The success of Markus Zusak’s novel, The Book Thief, was a surprise. Narrated by Death, and telling the story of tweens in Nazi Germany without softening the horrors and abuses suffered, it was not a title expected to fly up the best-seller list. Yet the book’s overarching themes of the joys of living and the triumph of the human spirit over adversity seem to strike a chord in readers young and old alike.
Adapting a much beloved book to the screen is always risky, but the filmmakers have done a fine job of capturing the essence of the story and of externalising its innermost themes.
The film follows Liesel. After the death of her brother she is sent to live with kindly strangers, Hans and Rosa Hubermann, in a small village outside of Munich. Among her meagre possessions is a book, the only one Liesel has ever owned – yet she can’t read. This earns her the ‘dumkopf’ label from her classmates at her new school. Determined to learn she enlists the help of kindly Hans. With her love of words firmly in place, Liesel becomes so addicted to books, she begins ‘borrowing’ them everywhere she goes.
Which is not far. The entire story plays out in the village which changes dramatically as the Nazis sweep through, closing stores owned by Jewish merchants and recruiting the football-playing children from the streets. When the Hubermanns take a desperate Jewish man into their basement for two years, his sanity is kept intact by hearing Liesel’s descriptions of the world outside, and by her reading to him from her ‘borrowed’ books.
Because the narrator, Death, is fascinated by Leisel, she remains the focus of the film. So it’s lucky that the filmmakers found an actress as fine as Sophie Nelisse to play her. She is ably supported by Geoffrey Rush as Hans, a role that shows a very different side to the actor. But it’s Emily Watson who really shines. Her Rosa is all bluster and bad temper on the surface, while hiding a soft heart and an aching desire for something better in life.
So it’s just a shame the young boy who plays Leisel’s friend and almost-love-interest is not convincing; his performance takes you out of what is otherwise a very involving and emotional film.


## PROBLEM TO SOLVE
Your output should contain every record, unchanged.

Data excerpts:
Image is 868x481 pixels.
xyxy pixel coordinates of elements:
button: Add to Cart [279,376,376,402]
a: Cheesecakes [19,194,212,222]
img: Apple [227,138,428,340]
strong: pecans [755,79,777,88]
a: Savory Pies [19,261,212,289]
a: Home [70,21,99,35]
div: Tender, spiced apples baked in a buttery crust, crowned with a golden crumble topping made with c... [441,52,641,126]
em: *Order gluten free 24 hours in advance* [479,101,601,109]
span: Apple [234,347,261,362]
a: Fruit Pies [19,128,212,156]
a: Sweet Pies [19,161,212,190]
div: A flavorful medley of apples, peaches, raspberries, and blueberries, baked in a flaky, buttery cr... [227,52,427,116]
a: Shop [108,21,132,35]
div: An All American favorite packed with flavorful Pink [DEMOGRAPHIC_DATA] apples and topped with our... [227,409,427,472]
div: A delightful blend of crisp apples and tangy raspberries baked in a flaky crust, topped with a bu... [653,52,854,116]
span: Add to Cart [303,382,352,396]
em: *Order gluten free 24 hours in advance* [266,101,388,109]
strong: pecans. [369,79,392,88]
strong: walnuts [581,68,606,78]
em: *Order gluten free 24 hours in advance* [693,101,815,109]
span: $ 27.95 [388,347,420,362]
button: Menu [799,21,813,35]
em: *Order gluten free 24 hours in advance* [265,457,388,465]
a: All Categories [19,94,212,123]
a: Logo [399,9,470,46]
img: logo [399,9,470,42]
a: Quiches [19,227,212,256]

## OUTPUT OF THE TASK
Image is 868x481 pixels.
xyxy pixel coordinates of elements:
button: Add to Cart [279,376,376,402]
a: Cheesecakes [19,194,212,222]
img: Apple [227,138,428,340]
strong: pecans [755,79,777,88]
a: Savory Pies [19,261,212,289]
a: Home [70,21,99,35]
div: Tender, spiced apples baked in a buttery crust, crowned with a golden crumble topping made with c... [441,52,641,126]
em: *Order gluten free 24 hours in advance* [479,101,601,109]
span: Apple [234,347,261,362]
a: Fruit Pies [19,128,212,156]
a: Sweet Pies [19,161,212,190]
div: A flavorful medley of apples, peaches, raspberries, and blueberries, baked in a flaky, buttery cr... [227,52,427,116]
a: Shop [108,21,132,35]
div: An All American favorite packed with flavorful Pink [DEMOGRAPHIC_DATA] apples and topped with our... [227,409,427,472]
div: A delightful blend of crisp apples and tangy raspberries baked in a flaky crust, topped with a bu... [653,52,854,116]
span: Add to Cart [303,382,352,396]
em: *Order gluten free 24 hours in advance* [266,101,388,109]
strong: pecans. [369,79,392,88]
strong: walnuts [581,68,606,78]
em: *Order gluten free 24 hours in advance* [693,101,815,109]
span: $ 27.95 [388,347,420,362]
button: Menu [799,21,813,35]
em: *Order gluten free 24 hours in advance* [265,457,388,465]
a: All Categories [19,94,212,123]
a: Logo [399,9,470,46]
img: logo [399,9,470,42]
a: Quiches [19,227,212,256]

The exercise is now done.